Despite individual state laws and regulations that make it more difficult for gay and lesbian couples to adopt, only Utah and Mississippi prohibit gay and lesbian adoptions, and this New York Times article says that the number of same-sex adoptions rose 11 percent from 2000-2009.
According to the article “about 19 percent of same-sex couples raising children reported having an adopted child in the house in 2009, up from just 8 percent in 2000.”
The article said that there are two big reasons for the rise in same-sex adoptions: “the need for homes for children currently waiting for adoption…and the increased acceptance of gays and lesbians in American society.”
While there is a rise in gay and lesbian adoptions, there are still many obstacles that must be cleared. One large hurdle is the fact that many states do not allow both parents to legally adopt each child. The family featured in the article solves this issue by bringing the children together with custody agreements. However, the article said that custody agreements do not provide full parental rights to each parent, and the two fathers need to keep individual insurance policies for the children they’ve individually adopted.
Gary Gates, who is a demographer at the Williams Institute on Sexual Orientation Law at the University of California, Los Angeles, estimates in the article that only 4 percent, or about 65,000 of adopted children have gay or lesbian parents.
While the number is small, it is growing, and recently the Obama administration “noted the bigger role that gays and lesbians can play in adoption” according to the article.
“The child welfare system has come to understand that placing a child in a gay or lesbian family is no greater risk than placing them in a heterosexual family,” Bryan Samuels, the Commissioner for the Administration on Children, Youth and Families said in an interview according to the article.
Obviously there is a long way to go for same-sex couples to be fully accepted as adoptive parents, and it is interesting that it took this long for the government to say that a child raised by a same-sex couple is at “no greater risk” than if he was raised by a heterosexual couple. With so many children in need of a loving, caring, and responsible home, it is great to see that more same-sex couples are looking to take on these challenges.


*Exercise goal*: Find how many lines below hold "Universal", then state that number by itself.

*Supplied data*:

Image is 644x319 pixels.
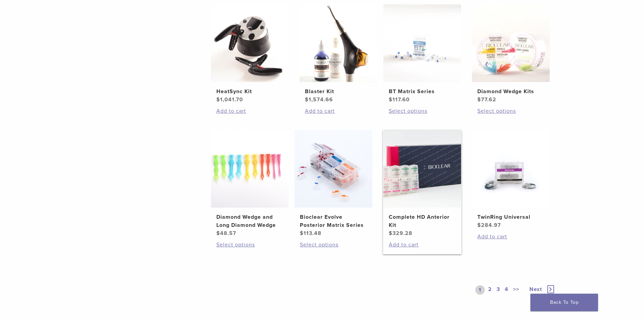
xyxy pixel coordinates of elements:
[210,130,289,237] a: Diamond Wedge and Long Diamond WedgeDiamond Wedge and Long Diamond Wedge $48.57
[217,213,283,229] h2: Diamond Wedge and Long Diamond Wedge
[477,213,544,221] h2: TwinRing Universal
[511,285,520,294] a: >>
[300,230,303,236] span: $
[477,232,544,241] a: Add to cart: “TwinRing Universal”
[217,230,236,236] bdi: 48.57
[389,241,455,249] a: Add to cart: “Complete HD Anterior Kit”
[217,87,283,96] h2: HeatSync Kit
[294,130,372,207] img: Bioclear Evolve Posterior Matrix Series
[389,96,392,103] span: $
[217,96,220,103] span: $
[217,96,243,103] bdi: 1,041.70
[217,107,283,115] a: Add to cart: “HeatSync Kit”
[300,213,366,229] h2: Bioclear Evolve Posterior Matrix Series
[389,87,455,96] h2: BT Matrix Series
[389,96,410,103] bdi: 117.60
[530,293,598,311] a: Back To Top
[383,130,461,207] img: Complete HD Anterior Kit
[305,96,308,103] span: $
[477,87,544,96] h2: Diamond Wedge Kits
[299,4,377,82] img: Blaster Kit
[503,285,510,294] a: 4
[389,230,412,236] bdi: 329.28
[477,96,481,103] span: $
[389,230,392,236] span: $
[495,285,501,294] a: 3
[383,4,462,103] a: BT Matrix SeriesBT Matrix Series $117.60
[477,96,496,103] bdi: 77.62
[475,285,485,294] a: 1
[472,130,550,229] a: TwinRing UniversalTwinRing Universal $284.97
[389,213,455,229] h2: Complete HD Anterior Kit
[299,4,378,103] a: Blaster KitBlaster Kit $1,574.66
[383,130,462,237] a: Complete HD Anterior KitComplete HD Anterior Kit $329.28
[211,130,289,207] img: Diamond Wedge and Long Diamond Wedge
[472,4,550,103] a: Diamond Wedge KitsDiamond Wedge Kits $77.62
[217,241,283,249] a: Select options for “Diamond Wedge and Long Diamond Wedge”
[529,286,542,293] span: Next
[389,107,455,115] a: Select options for “BT Matrix Series”
[294,130,373,237] a: Bioclear Evolve Posterior Matrix SeriesBioclear Evolve Posterior Matrix Series $113.48
[217,230,220,236] span: $
[487,285,493,294] a: 2
[477,107,544,115] a: Select options for “Diamond Wedge Kits”
[300,241,366,249] a: Select options for “Bioclear Evolve Posterior Matrix Series”
[305,96,333,103] bdi: 1,574.66
[472,4,549,82] img: Diamond Wedge Kits
[472,130,549,207] img: TwinRing Universal
[211,4,289,82] img: HeatSync Kit
[305,107,372,115] a: Add to cart: “Blaster Kit”
[305,87,372,96] h2: Blaster Kit
[477,222,501,228] bdi: 284.97
[383,4,461,82] img: BT Matrix Series
[300,230,321,236] bdi: 113.48
[210,4,289,103] a: HeatSync KitHeatSync Kit $1,041.70
[477,222,481,228] span: $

*Expected answer*: 4